Adolf, the Nazi pig

from Wikipedia, the free encyclopedia

Adolf the Nazi pig is a popular figure from the German comic author Walter Moers . It is a satire on Adolf Hitler , whom Moers brings to the present after 50 years of living in the Berlin sewer system. After a first short story in the satirical magazine Titanic , three volumes with Adolf were published between 1998 and 2006. In it, the character tries grotesquely naivety through modern life that is alien to her, but fails again and again because of her racial hatred and inexplicable outbursts of anger that break out.

background

For the first time in 1997 Moers drew a two-page short story in the German satirical magazine Titanic, a comic called An evening with several symbols with "Adolf, the Nazi pig". One evening the author receives a visit from Prince (“Pränz”) in his apartment, a little later the completely dejected Adolf appears, and finally Michael Jackson (“Meikel”) also shows up, they get drunk together. As the story popularized, Moers, who calls Hitler one of Germany's greatest pop icons , set it up in 1998 with a full comic book called Adolf. I'm back! away. In the story, Adolf meets Göring (now a woman), Alfred Biolek and extraterrestrials, among others , before he succeeds in preventing Princess Diana , who was only faking her death, from unleashing the Third World War. The comic has now been translated into three languages.

Just one year later, Moers pushed back with Ach I'm back! a continuation of the story about the "Nazi pig", in which Adolf travels through the past with a time machine. However, he could not build on the success of the debut.

Chart positions
Explanation of the data
Singles
I sit in my bonker
  DE 56 09/15/2006 (13 weeks)
  AT 50 10/06/2006 (1 week)

Seven years later, Moers had a third volume followed. Based on the previous year’s feature film Der Untergang , the story Adolf - Der Bonker , published in 2006, describes the last days of the “Nazi pig” in the Führerbunker. However, Moers changed the concept of the narrative. Instead of classic comic drawings as in the first two volumes, the third volume is designed as a play. Moers 'drawings only illustrate the characters' dialogues. For the marketing of the book, the author produced a short video clip as a DVD supplement to the book in collaboration with the animated film maker Felix Gönnert , in which Adolf sits in the bathtub of his bunker and braces himself against the threatening surrender. The clip is underlaid with a riddim by the German cabaret artist and songwriter Thomas Pigor , who also sings Adolf's voice in the English and French versions of the video.

After the video found its way onto the Internet, it quickly began circulating through forums and blogs. It was viewed more than 2.5 million times on the YouTube platform , 3.6 million times on MyVideo and also included in the program of the German music broadcaster MTV . In early September 2006 the recording was released as a single and hit the German charts.

Volumes

literature

  • Alexandra Tacke: De / Festing Hitler. Playing with the masks of evil . In: Erhard Schütz, Wolfgang Hardtwig (Hrsg.): Nobody gets away. Contemporary history in literature after 1945 . Vandenhoeck & Ruprecht, Göttingen 2008, ISBN 978-3-525-20861-8 , pp. 266–285 (comparison of Der Untergang and Adolf - Der Bonker ).
  • Gabriel D. Rosenfeld: Hi Hitler! How the Nazi past is being normalized in contemporary culture . Cambridge University Press, Cambridge 2015 (see on Moers p. 314 f.).
  • Wiebke Brauer: Moers parody: shrinking cure for Hitler . In: Der Spiegel , July 4, 2006.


Exercise details:
Retype all of the data word for word, without pictures.

Saved entries:

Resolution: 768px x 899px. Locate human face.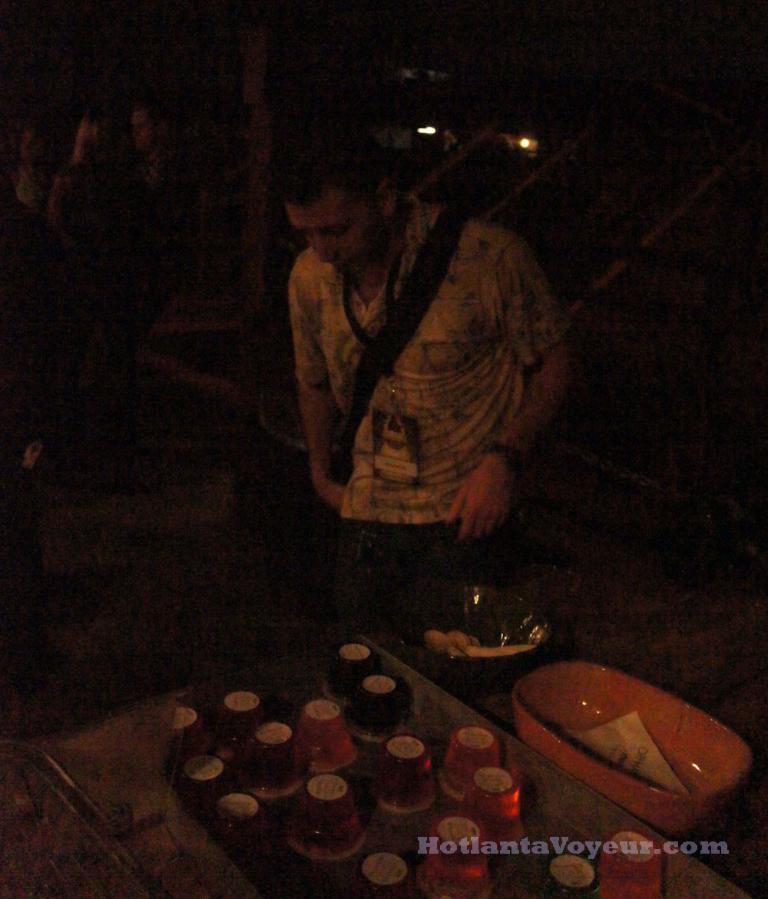
[left=282, top=183, right=378, bottom=274].
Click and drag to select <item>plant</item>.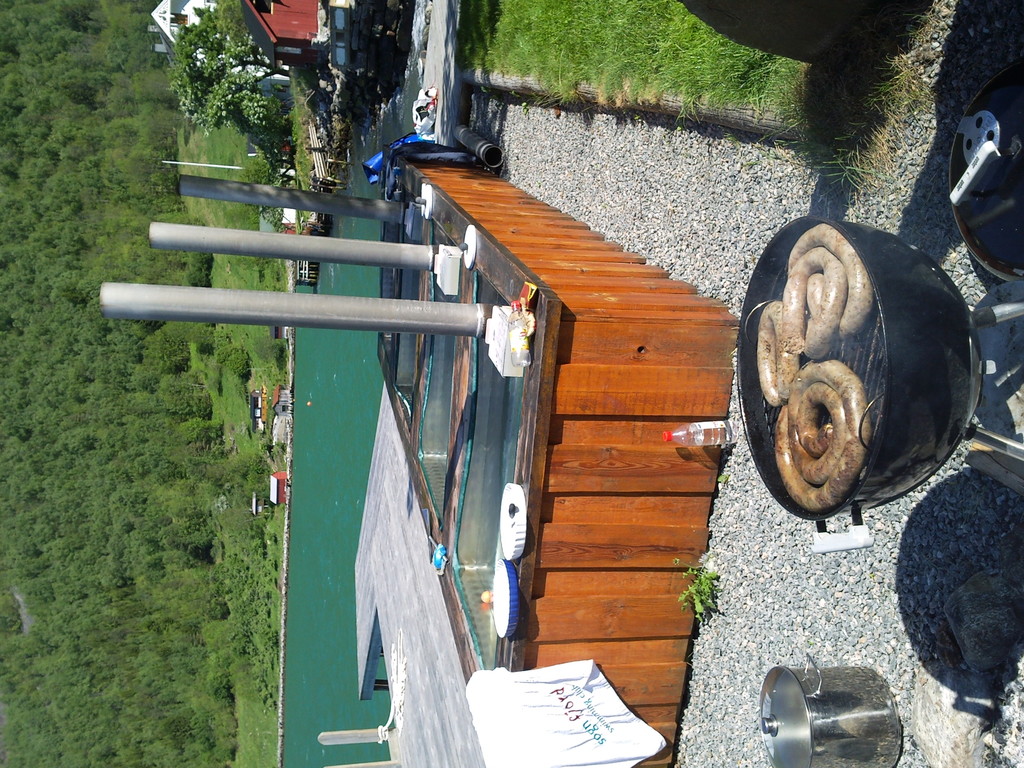
Selection: box=[669, 551, 723, 621].
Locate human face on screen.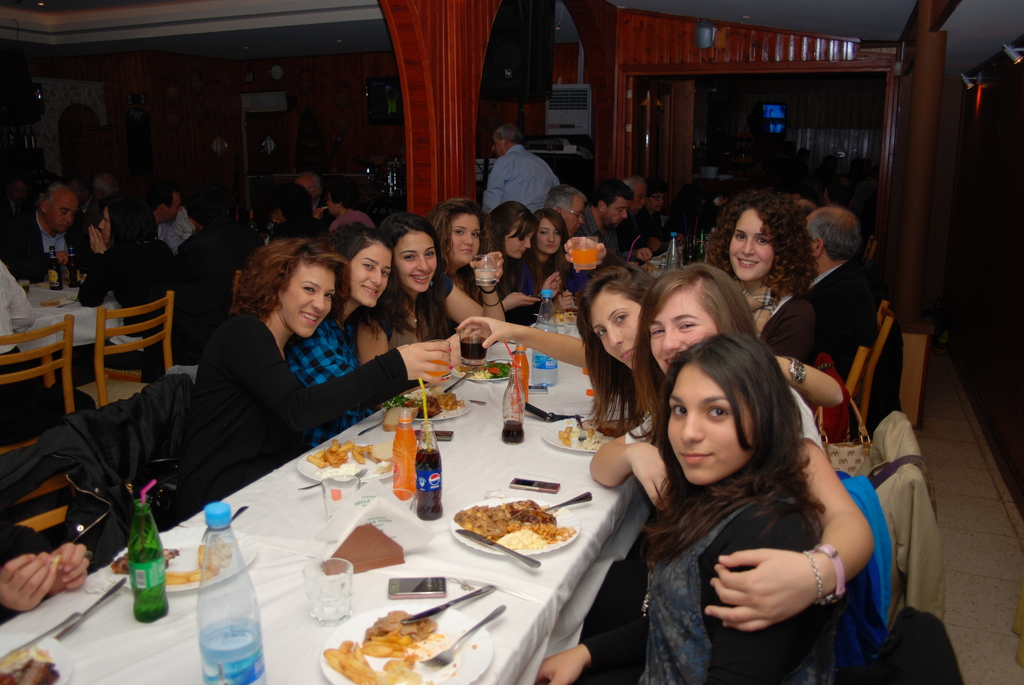
On screen at 663, 359, 751, 487.
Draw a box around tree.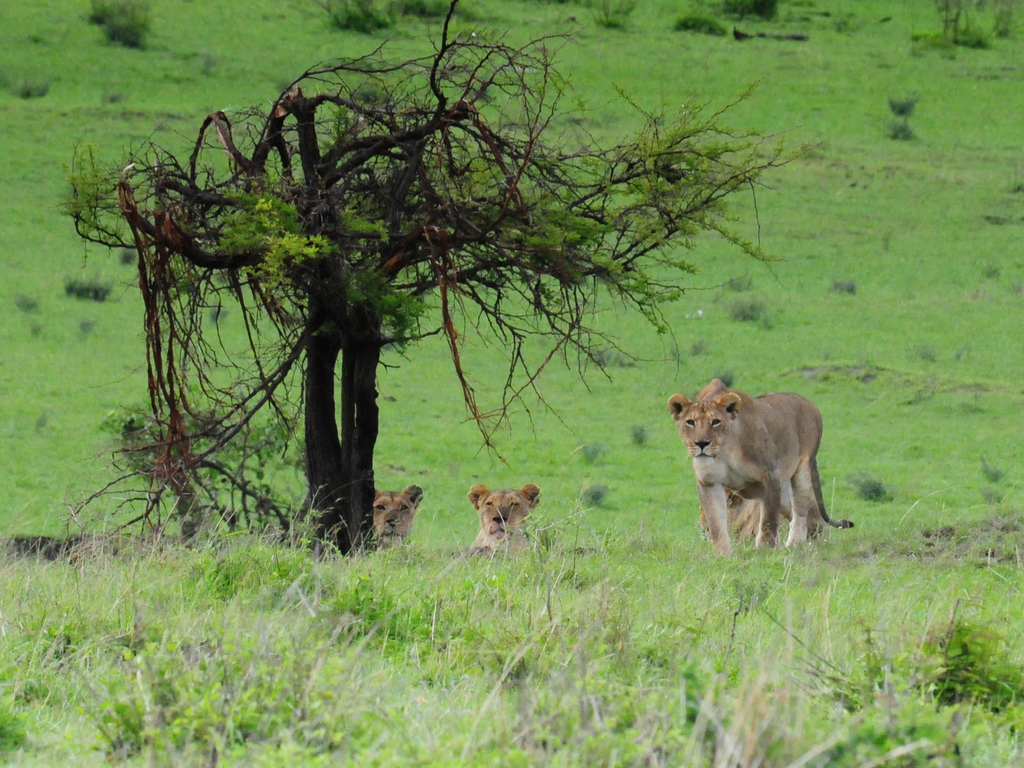
locate(115, 22, 712, 539).
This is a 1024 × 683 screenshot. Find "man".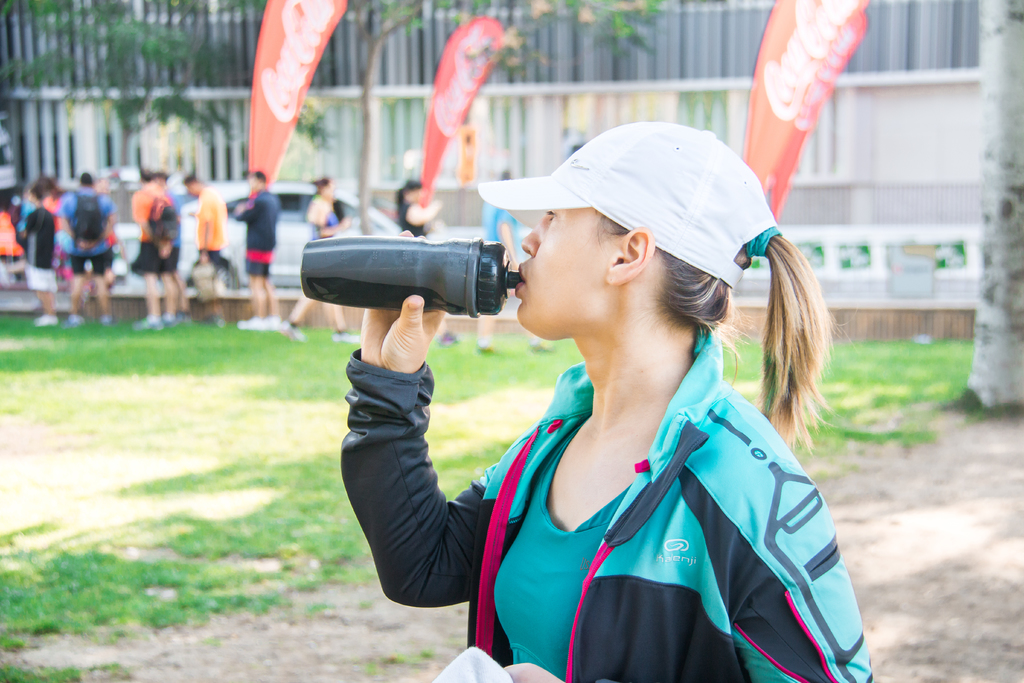
Bounding box: 60/170/120/324.
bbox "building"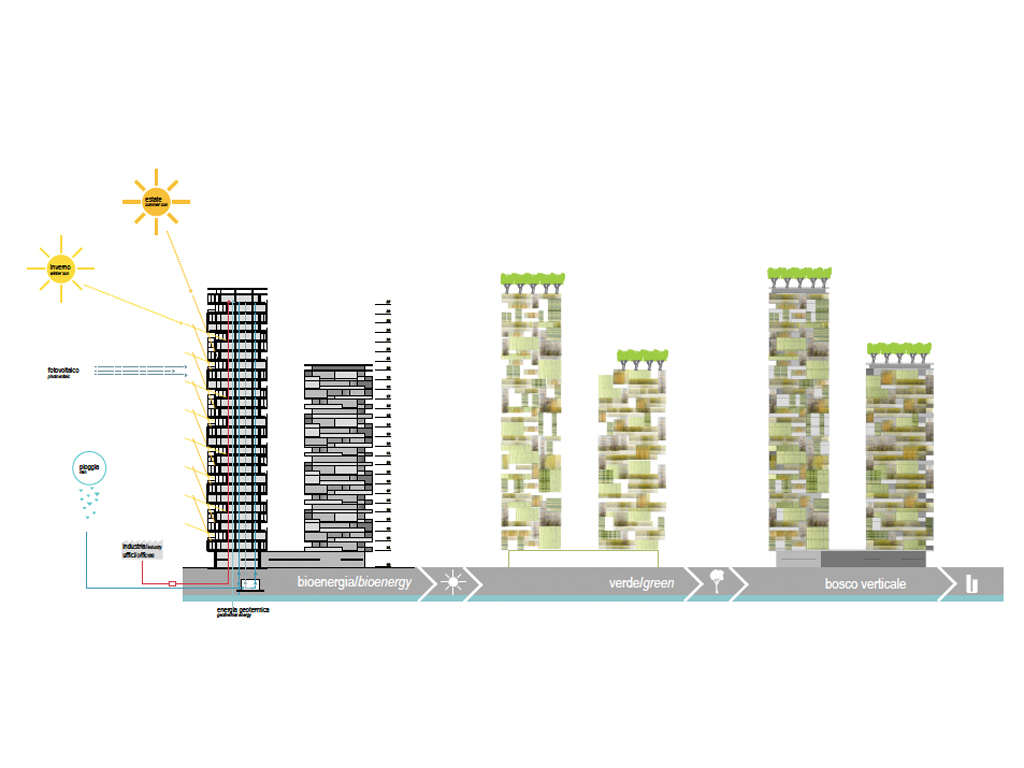
Rect(766, 264, 828, 551)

Problem solution:
Resolution: 768px x 899px. Locate human face.
[left=282, top=183, right=378, bottom=274].
Click and drag to select <item>plant</item>.
Selection: box=[669, 551, 723, 621].
Locate human face on screen.
On screen at 663, 359, 751, 487.
Draw a box around tree.
locate(115, 22, 712, 539).
This is a 1024 × 683 screenshot. Find "man".
Bounding box: 60/170/120/324.
bbox "building"
Rect(766, 264, 828, 551)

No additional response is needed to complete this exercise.